It's one thing to go and play with LeBron James. It's quite another to face Bruce Manley.
Perhaps you are not yet familiar with the name. Manley is something of a YouTube cult hero for his rather picturesque basketball trick shot skills.
Somehow, Shaquille O'Neal, the newest Cleveland Cavalier, saw the video. Apparently, his ego was piqued even more than when he saw Orlando's Dwight Howard claim to be Superman.
So what did the NBA's king of social networking do? He Twittered a challenge to a HORSEing duel.
"i wanna play this guy n horse for a thousand dollars, find him pls http://bit.ly/CK5nk," read Shaq's tweet.
According to the HoopDoctors.com, Manley has accepted Shaq's challenge and the contest should happen some time in July. So I really would encourage everyone to look at the YouTube video I have embedded.
If you are not utterly astonished by his tree-point shot, then your emotions have left you for another woman. And, yes, I said tree-point shot--no spelling mistake.
As for the shot Manley hits totally blind from behind a wall, well, if that isn't extraordinary talent then I am the new chief executive officer of the Golden State Warriors.
Will Shaq be able to compete against this kind of ability? It will be very interesting which H-O-R-S-E rules they choose to play. But, if I were a betting man, and perish the thought, I would be betting Manley.
Unless, of course, there's some very fine editing going on here.
I wonder about college basketball coaches. It's hard for them to be squeaky clean. Or even vaguely shiny.
So they certainly don't need their daughters' social networking to cause more discombobulation in their attempts to be a cross between Vince Lombardi and Mahatma Gandhi.
You see, I am currently placing my mind beneath the shiny hair of John Calipari, the new basketball coach at the University of Kentucky.
Calipari does seem to make quite a few people tense involuntarily. I am suddenly reminded of a 1994 incident in which Temple coach John Chaney threatened to kill Calipari at a press conference. (I have embedded the video, purely for nostalgia's sake.)
One recent critic appears to be an ESPN.com journalist named Pat Forde. Forde happens to live in Kentucky and tends to drizzle on the Caliparade.
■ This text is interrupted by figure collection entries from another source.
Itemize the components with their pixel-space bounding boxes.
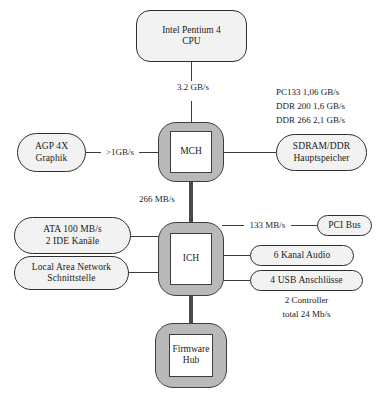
node-pci-label: PCI Bus (328, 220, 361, 231)
node-mch-label: MCH (180, 146, 202, 157)
connector-ich-to-ata (131, 236, 160, 237)
link-label-mch-ich: 266 MB/s (126, 193, 188, 206)
diagram-canvas: Intel Pentium 4 CPU 3.2 GB/s MCH AGP 4X … (0, 0, 383, 397)
node-firmware-hub[interactable]: Firmware Hub (155, 323, 227, 388)
node-ich-inner: ICH (170, 233, 212, 285)
connector-ich-to-usb (222, 280, 250, 281)
connector-mch-to-memory (224, 152, 276, 153)
memory-speed-ddr266: DDR 266 2,1 GB/s (276, 114, 383, 128)
link-label-ich-pci: 133 MB/s (244, 219, 291, 232)
node-agp-graphics[interactable]: AGP 4X Graphik (17, 133, 86, 172)
node-mch[interactable]: MCH (158, 122, 224, 182)
node-main-memory[interactable]: SDRAM/DDR Hauptspeicher (276, 134, 367, 171)
usb-notes: 2 Controller total 24 Mb/s (250, 294, 363, 321)
node-fwh-inner: Firmware Hub (169, 334, 212, 377)
node-ich[interactable]: ICH (158, 222, 224, 296)
node-ich-label: ICH (183, 253, 199, 264)
cropped-caption (6, 392, 206, 397)
usb-note-controllers: 2 Controller (250, 294, 363, 308)
node-lan-line1: Local Area Network (32, 262, 111, 273)
node-lan-line2: Schnittstelle (47, 273, 95, 284)
node-memory-line2: Hauptspeicher (293, 153, 349, 164)
connector-pci-label-to-pci (291, 225, 317, 226)
connector-ich-to-fwh (189, 296, 193, 324)
node-memory-line1: SDRAM/DDR (293, 141, 350, 152)
connector-label-to-mch (191, 101, 192, 123)
node-audio[interactable]: 6 Kanal Audio (250, 245, 354, 266)
node-ata-line1: ATA 100 MB/s (43, 224, 102, 235)
node-cpu-line2: CPU (182, 36, 200, 47)
connector-ich-to-pci-label (222, 225, 244, 226)
node-agp-line1: AGP 4X (35, 141, 68, 152)
node-lan-interface[interactable]: Local Area Network Schnittstelle (14, 256, 129, 290)
node-agp-line2: Graphik (36, 153, 68, 164)
node-usb-label: 4 USB Anschlüsse (270, 275, 342, 286)
memory-speed-ddr200: DDR 200 1,6 GB/s (276, 100, 383, 114)
node-ata-line2: 2 IDE Kanäle (46, 236, 99, 247)
memory-speed-pc133: PC133 1,06 GB/s (276, 86, 383, 100)
node-ata-ide[interactable]: ATA 100 MB/s 2 IDE Kanäle (14, 217, 131, 254)
memory-speeds-note: PC133 1,06 GB/s DDR 200 1,6 GB/s DDR 266… (276, 86, 383, 128)
node-pci-bus[interactable]: PCI Bus (317, 215, 372, 236)
node-audio-label: 6 Kanal Audio (274, 250, 331, 261)
node-cpu-line1: Intel Pentium 4 (162, 25, 221, 36)
node-mch-inner: MCH (170, 131, 212, 173)
node-cpu[interactable]: Intel Pentium 4 CPU (136, 10, 247, 62)
connector-ich-to-lan (129, 272, 160, 273)
node-usb[interactable]: 4 USB Anschlüsse (250, 270, 363, 291)
link-label-cpu-mch: 3.2 GB/s (160, 81, 226, 94)
usb-note-total: total 24 Mb/s (250, 308, 363, 322)
node-fwh-line1: Firmware (173, 344, 210, 355)
connector-ich-to-audio (222, 255, 250, 256)
node-fwh-line2: Hub (183, 355, 199, 366)
link-label-agp-mch: >1GB/s (101, 146, 139, 159)
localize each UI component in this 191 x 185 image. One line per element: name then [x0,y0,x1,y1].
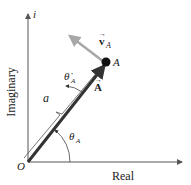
velocity-subscript: A [105,41,111,50]
angle-subscript: A [75,137,81,145]
point-a [102,58,111,67]
angular-rate-arrow [66,86,82,92]
point-a-label: A [112,56,120,68]
angle-arc [55,130,70,162]
magnitude-bracket [24,71,98,158]
imaginary-unit-label: i [33,8,36,20]
angular-rate-subscript: A [70,77,76,85]
imaginary-axis-label: Imaginary [4,67,18,116]
magnitude-label: a [43,91,49,105]
real-axis-label: Real [112,169,135,183]
velocity-overarrow: → [99,30,106,38]
angle-label: θ [69,130,75,142]
origin-label: O [17,160,25,172]
vector-a-overarrow: → [95,76,102,84]
phasor-diagram: i Imaginary Real O A A → v → A a θ̇ A θ … [0,0,191,185]
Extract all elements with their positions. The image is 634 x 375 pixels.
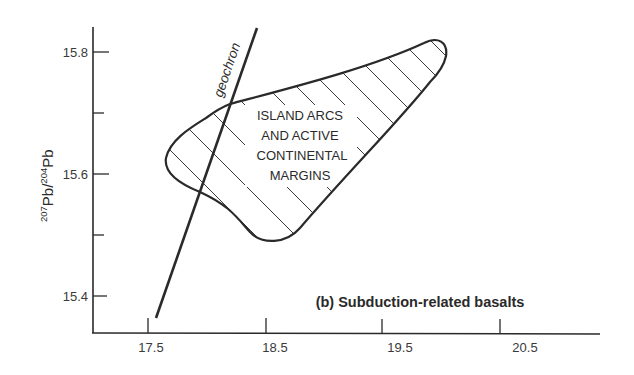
region-label-line: ISLAND ARCS [257,108,343,123]
region-label-line: AND ACTIVE [261,128,339,143]
chart: 15.8 15.6 15.4 17.5 18.5 19.5 20.5 207Pb… [0,0,634,375]
region-label-line: MARGINS [270,168,331,183]
x-tick-label: 19.5 [387,340,412,355]
chart-title: (b) Subduction-related basalts [316,294,525,310]
y-tick-label: 15.6 [63,167,88,182]
x-ticks [148,318,500,333]
geochron-label: geochron [211,41,244,99]
region-label-line: CONTINENTAL [257,148,348,163]
y-tick-label: 15.4 [63,289,88,304]
y-ticks [93,52,109,296]
x-tick-label: 17.5 [138,340,163,355]
x-tick-label: 18.5 [262,340,287,355]
x-axis [92,333,600,334]
svg-text:207Pb/204Pb: 207Pb/204Pb [38,149,56,222]
svg-text:geochron: geochron [211,41,244,99]
x-tick-label: 20.5 [512,340,537,355]
y-axis-label: 207Pb/204Pb [38,149,56,222]
y-tick-label: 15.8 [63,45,88,60]
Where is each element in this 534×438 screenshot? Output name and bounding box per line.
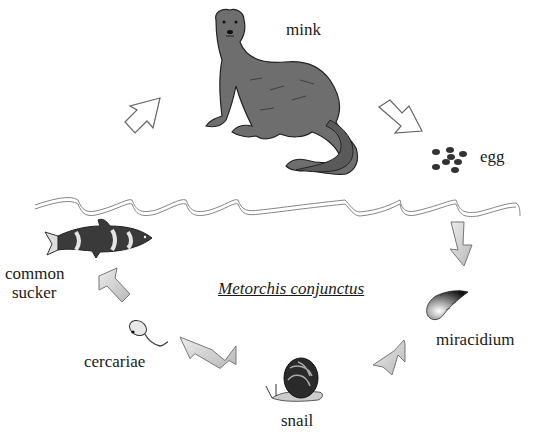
arrow-to-miracidium-icon <box>450 222 472 266</box>
arrow-to-egg-icon <box>379 100 422 133</box>
label-common-sucker-line2: sucker <box>12 284 56 302</box>
cercariae-icon <box>127 317 168 346</box>
arrow-to-snail-icon <box>373 340 405 375</box>
arrow-to-mink-icon <box>125 98 160 133</box>
label-miracidium: miracidium <box>436 331 514 349</box>
label-snail: snail <box>281 412 313 430</box>
label-mink: mink <box>286 21 321 39</box>
label-common-sucker-line1: common <box>5 265 65 283</box>
water-surface-line <box>35 197 520 216</box>
diagram-title: Metorchis conjunctus <box>218 279 364 299</box>
label-cercariae: cercariae <box>84 353 145 371</box>
eggs-icon <box>432 147 467 173</box>
miracidium-icon <box>427 290 468 320</box>
arrow-to-cercariae-icon <box>180 337 236 368</box>
mink-icon <box>206 9 358 174</box>
common-sucker-icon <box>45 219 152 258</box>
snail-icon <box>266 358 323 401</box>
arrow-to-sucker-icon <box>99 268 130 302</box>
label-egg: egg <box>480 148 505 166</box>
mink-illustration <box>0 0 534 438</box>
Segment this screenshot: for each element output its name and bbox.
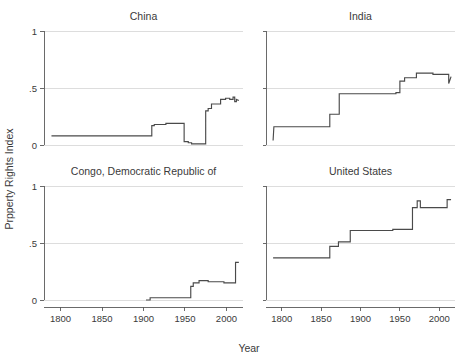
- x-tick-label-1900: 1900: [350, 313, 371, 324]
- series-line: [146, 262, 239, 300]
- x-tick-label-1850: 1850: [91, 313, 112, 324]
- x-tick-label-2000: 2000: [429, 313, 450, 324]
- x-tick-label-1850: 1850: [311, 313, 332, 324]
- y-tick-label-1: 1: [32, 26, 37, 37]
- x-tick-label-1950: 1950: [174, 313, 195, 324]
- y-tick-label-0.5: .5: [29, 238, 37, 249]
- panel-china: 0.51China: [29, 10, 243, 151]
- x-tick-label-2000: 2000: [216, 313, 237, 324]
- y-axis-title: Prpperty Rights Index: [3, 128, 15, 230]
- y-tick-label-1: 1: [32, 181, 37, 192]
- panel-congo-democratic-republic-of: 0.5118001850190019502000Congo, Democrati…: [29, 165, 243, 324]
- small-multiples-line-chart: 0.51ChinaIndia0.5118001850190019502000Co…: [0, 0, 465, 358]
- panel-title: India: [349, 10, 372, 22]
- series-line: [51, 97, 238, 144]
- series-line: [273, 73, 451, 140]
- x-tick-label-1900: 1900: [133, 313, 154, 324]
- x-tick-label-1950: 1950: [389, 313, 410, 324]
- panel-title: United States: [329, 165, 392, 177]
- panel-united-states: 18001850190019502000United States: [263, 165, 455, 324]
- panel-title: Congo, Democratic Republic of: [71, 165, 216, 177]
- series-line: [273, 200, 451, 258]
- x-tick-label-1800: 1800: [271, 313, 292, 324]
- panel-india: India: [263, 10, 455, 145]
- y-tick-label-0: 0: [32, 140, 37, 151]
- chart-figure: 0.51ChinaIndia0.5118001850190019502000Co…: [0, 0, 465, 358]
- y-tick-label-0: 0: [32, 295, 37, 306]
- panel-title: China: [130, 10, 158, 22]
- y-tick-label-0.5: .5: [29, 83, 37, 94]
- x-axis-title: Year: [238, 342, 260, 354]
- x-tick-label-1800: 1800: [50, 313, 71, 324]
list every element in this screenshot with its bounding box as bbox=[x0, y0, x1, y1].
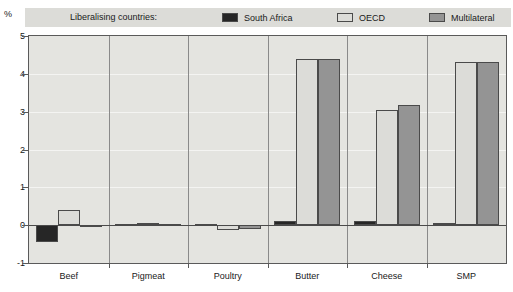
category-separator-pigmeat bbox=[109, 36, 110, 263]
x-axis-label-beef: Beef bbox=[59, 271, 78, 281]
x-axis-label-smp: SMP bbox=[456, 271, 476, 281]
legend-entry-south-africa: South Africa bbox=[222, 12, 293, 23]
legend-swatch-oecd bbox=[337, 13, 353, 22]
legend-swatch-multilateral bbox=[429, 13, 445, 22]
chart-page: Liberalising countries: South Africa OEC… bbox=[0, 0, 513, 292]
legend-title: Liberalising countries: bbox=[70, 12, 157, 22]
x-tick-mark-butter bbox=[268, 264, 269, 268]
x-axis-label-poultry: Poultry bbox=[214, 271, 242, 281]
zero-baseline bbox=[29, 225, 506, 226]
bar-butter-oecd bbox=[296, 59, 318, 225]
category-separator-butter bbox=[268, 36, 269, 263]
category-separator-smp bbox=[427, 36, 428, 263]
bar-smp-multilateral bbox=[477, 62, 499, 225]
bar-cheese-oecd bbox=[376, 110, 398, 225]
x-axis-label-cheese: Cheese bbox=[371, 271, 402, 281]
x-tick-mark-poultry bbox=[188, 264, 189, 268]
legend-label-oecd: OECD bbox=[359, 13, 385, 23]
bar-cheese-multilateral bbox=[398, 105, 420, 225]
bar-butter-multilateral bbox=[318, 59, 340, 225]
y-axis-unit-label: % bbox=[4, 9, 12, 19]
x-axis-label-butter: Butter bbox=[295, 271, 319, 281]
x-tick-mark-smp bbox=[427, 264, 428, 268]
legend-entry-multilateral: Multilateral bbox=[429, 12, 495, 23]
legend-entry-oecd: OECD bbox=[337, 12, 385, 23]
bar-smp-oecd bbox=[455, 62, 477, 225]
plot-area bbox=[28, 35, 507, 264]
x-axis-label-pigmeat: Pigmeat bbox=[132, 271, 165, 281]
bar-beef-oecd bbox=[58, 210, 80, 225]
bar-beef-south-africa bbox=[36, 225, 58, 242]
chart-legend: Liberalising countries: South Africa OEC… bbox=[25, 8, 511, 27]
legend-label-multilateral: Multilateral bbox=[451, 13, 495, 23]
x-tick-mark-cheese bbox=[347, 264, 348, 268]
x-tick-mark-pigmeat bbox=[109, 264, 110, 268]
category-separator-cheese bbox=[347, 36, 348, 263]
category-separator-poultry bbox=[188, 36, 189, 263]
legend-swatch-south-africa bbox=[222, 13, 238, 22]
legend-label-south-africa: South Africa bbox=[244, 13, 293, 23]
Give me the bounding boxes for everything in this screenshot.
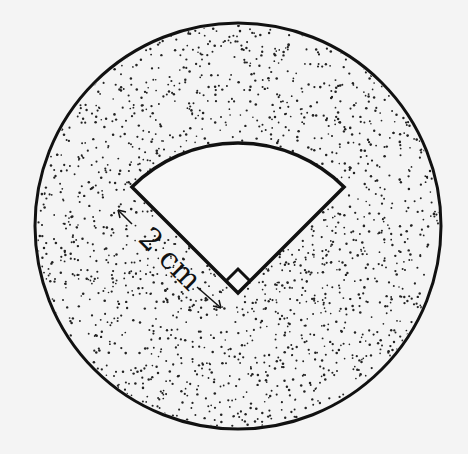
stipple-dot <box>422 105 425 108</box>
stipple-dot <box>105 426 107 428</box>
stipple-dot <box>158 425 161 428</box>
stipple-dot <box>407 238 409 240</box>
stipple-dot <box>381 345 383 347</box>
stipple-dot <box>313 298 315 300</box>
stipple-dot <box>381 264 383 266</box>
stipple-dot <box>239 362 241 364</box>
stipple-dot <box>120 416 122 418</box>
stipple-dot <box>344 169 346 171</box>
stipple-dot <box>197 51 199 53</box>
stipple-dot <box>413 340 415 342</box>
stipple-dot <box>229 78 231 80</box>
stipple-dot <box>151 376 153 378</box>
stipple-dot <box>249 100 251 102</box>
stipple-dot <box>402 117 404 119</box>
stipple-dot <box>421 125 423 127</box>
stipple-dot <box>322 257 324 259</box>
stipple-dot <box>375 32 377 34</box>
stipple-dot <box>110 31 112 33</box>
stipple-dot <box>149 271 151 273</box>
stipple-dot <box>131 115 133 117</box>
stipple-dot <box>295 416 298 419</box>
stipple-dot <box>183 130 185 132</box>
stipple-dot <box>322 211 325 214</box>
stipple-dot <box>100 176 103 179</box>
stipple-dot <box>127 291 129 293</box>
stipple-dot <box>326 225 328 227</box>
stipple-dot <box>277 357 279 359</box>
stipple-dot <box>445 339 447 341</box>
stipple-dot <box>338 396 340 398</box>
stipple-dot <box>151 112 154 115</box>
stipple-dot <box>152 365 154 367</box>
stipple-dot <box>278 281 280 283</box>
stipple-dot <box>117 301 119 303</box>
stipple-dot <box>325 311 327 313</box>
stipple-dot <box>268 32 270 34</box>
stipple-dot <box>207 86 209 88</box>
stipple-dot <box>150 28 152 30</box>
stipple-dot <box>443 108 445 110</box>
stipple-dot <box>313 86 315 88</box>
stipple-dot <box>120 203 122 205</box>
stipple-dot <box>94 225 96 227</box>
stipple-dot <box>368 188 370 190</box>
stipple-dot <box>362 333 364 335</box>
stipple-dot <box>53 384 55 386</box>
stipple-dot <box>322 271 325 274</box>
stipple-dot <box>429 170 432 173</box>
stipple-dot <box>363 389 365 391</box>
stipple-dot <box>53 61 55 63</box>
stipple-dot <box>317 65 319 67</box>
stipple-dot <box>50 403 52 405</box>
stipple-dot <box>109 324 111 326</box>
stipple-dot <box>177 344 179 346</box>
stipple-dot <box>390 207 392 209</box>
stipple-dot <box>257 93 259 95</box>
stipple-dot <box>336 269 338 271</box>
stipple-dot <box>246 109 248 111</box>
stipple-dot <box>151 274 153 276</box>
stipple-dot <box>228 349 230 351</box>
stipple-dot <box>225 124 227 126</box>
stipple-dot <box>60 338 62 340</box>
stipple-dot <box>414 200 416 202</box>
stipple-dot <box>105 169 107 171</box>
stipple-dot <box>39 294 42 297</box>
stipple-dot <box>401 73 403 75</box>
stipple-dot <box>222 41 224 43</box>
stipple-dot <box>331 286 333 288</box>
stipple-dot <box>127 181 130 184</box>
stipple-dot <box>271 127 273 129</box>
stipple-dot <box>368 77 371 80</box>
stipple-dot <box>422 347 424 349</box>
stipple-dot <box>287 49 289 51</box>
stipple-dot <box>438 104 440 106</box>
stipple-dot <box>54 79 56 81</box>
stipple-dot <box>261 51 263 53</box>
stipple-dot <box>313 230 315 232</box>
stipple-dot <box>312 114 315 117</box>
stipple-dot <box>203 94 205 96</box>
stipple-dot <box>254 420 256 422</box>
stipple-dot <box>440 83 442 85</box>
stipple-dot <box>228 355 230 357</box>
stipple-dot <box>178 298 180 300</box>
stipple-dot <box>209 368 211 370</box>
stipple-dot <box>445 413 448 416</box>
stipple-dot <box>426 335 428 337</box>
stipple-dot <box>289 309 291 311</box>
stipple-dot <box>207 405 209 407</box>
stipple-dot <box>343 430 345 432</box>
stipple-dot <box>40 117 42 119</box>
stipple-dot <box>296 100 298 102</box>
stipple-dot <box>35 70 37 72</box>
stipple-dot <box>41 235 43 237</box>
stipple-dot <box>57 31 59 33</box>
stipple-dot <box>406 367 408 369</box>
stipple-dot <box>53 281 55 283</box>
stipple-dot <box>302 360 304 362</box>
stipple-dot <box>367 95 370 98</box>
stipple-dot <box>334 120 336 122</box>
stipple-dot <box>373 82 375 84</box>
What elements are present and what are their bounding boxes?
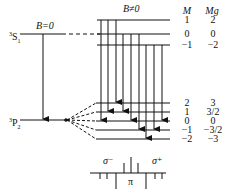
mg-value: 2: [200, 15, 226, 25]
splitting-dash: [67, 112, 96, 120]
mg-value: 0: [200, 29, 226, 39]
sigma-minus-label: σ⁻: [103, 156, 113, 166]
m-value: −1: [177, 40, 197, 50]
mg-value: −2: [200, 40, 226, 50]
lower-term-label: 3P2: [9, 115, 21, 132]
zero-field-label: B=0: [36, 21, 54, 31]
lower-sublevels: [96, 103, 170, 139]
splitting-dash: [67, 120, 96, 121]
splitting-dash: [67, 120, 96, 139]
m-value: 1: [177, 15, 197, 25]
transition-arrows: [101, 20, 162, 138]
splitting-dash: [67, 103, 96, 120]
m-value: 0: [177, 29, 197, 39]
mg-value: −3: [200, 134, 226, 144]
m-value: −2: [177, 134, 197, 144]
sigma-plus-label: σ⁺: [152, 156, 162, 166]
zeeman-diagram: 3S1 3P2 B=0 B≠0 M Mg 1200−1−2 2313/200−1…: [0, 0, 227, 196]
splitting-dash: [67, 120, 96, 130]
splitting-fan: [67, 103, 96, 139]
nonzero-field-label: B≠0: [123, 4, 140, 14]
pi-label: π: [128, 177, 133, 187]
upper-term-label: 3S1: [9, 29, 21, 46]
For example, when Calipari was hired, Forde asked during his introduction whether the Kentucky athletic director would mention his two trips to the Final Four. Or merely one.
"Because the first one, with Massachusetts in 1996, was officially vacated from the NCAA record books after an agent hooked up star center Marcus Camby with cash and prostitutes," Forde said.
Now Calipari is a fond Twitterer. He tweeted that he thought Forde's criticisms were personal.
But the coach's socially networked stirring is nothing when compared with that of Megan and Erin. These would be his daughters. Both are college students. And both are esteemed Facebookers.
Megan unfortunately used Facebook to reveal who would be Dad's replacement at the University of Memphis, which might not be considered perfect media management.
Indeed, it prompted Dad to be quoted by CBS Sports as saying: "I told them that they have to get off Facebook. This stuff is crazy."
The feisty girls decided not to listen to Dad. In fact, the highly amusing folks at Deadspin have been following Erin Calipari's remarkably literate Facebook postings about ESPN's Forde. They make for stirring digestion.
The dictionary definition post, for example: "To Pat Forde, Pat Fording. Pat Fording (verb): To say or write something with no background or sources. To act like you know something when in fact you do not. 2. To repeat the same story in different words 3 or more times. eg. "You told me that story three times!" "Oh, sorry for Pat Fording that."
Or how about the hair-besmirching post: "Source: "Pat Forde's hair received improper benefits of around $10,000 from Just For Men Hair Club and his hair also had someone take his SAT for him."
Gosh. What will Daddy tweet now? Will he take away their laptops? Will he have them transferred to Oral Roberts? Or will the wise avuncular corpses at the NCAA decide that social networking, even by family members, is a heinous violation?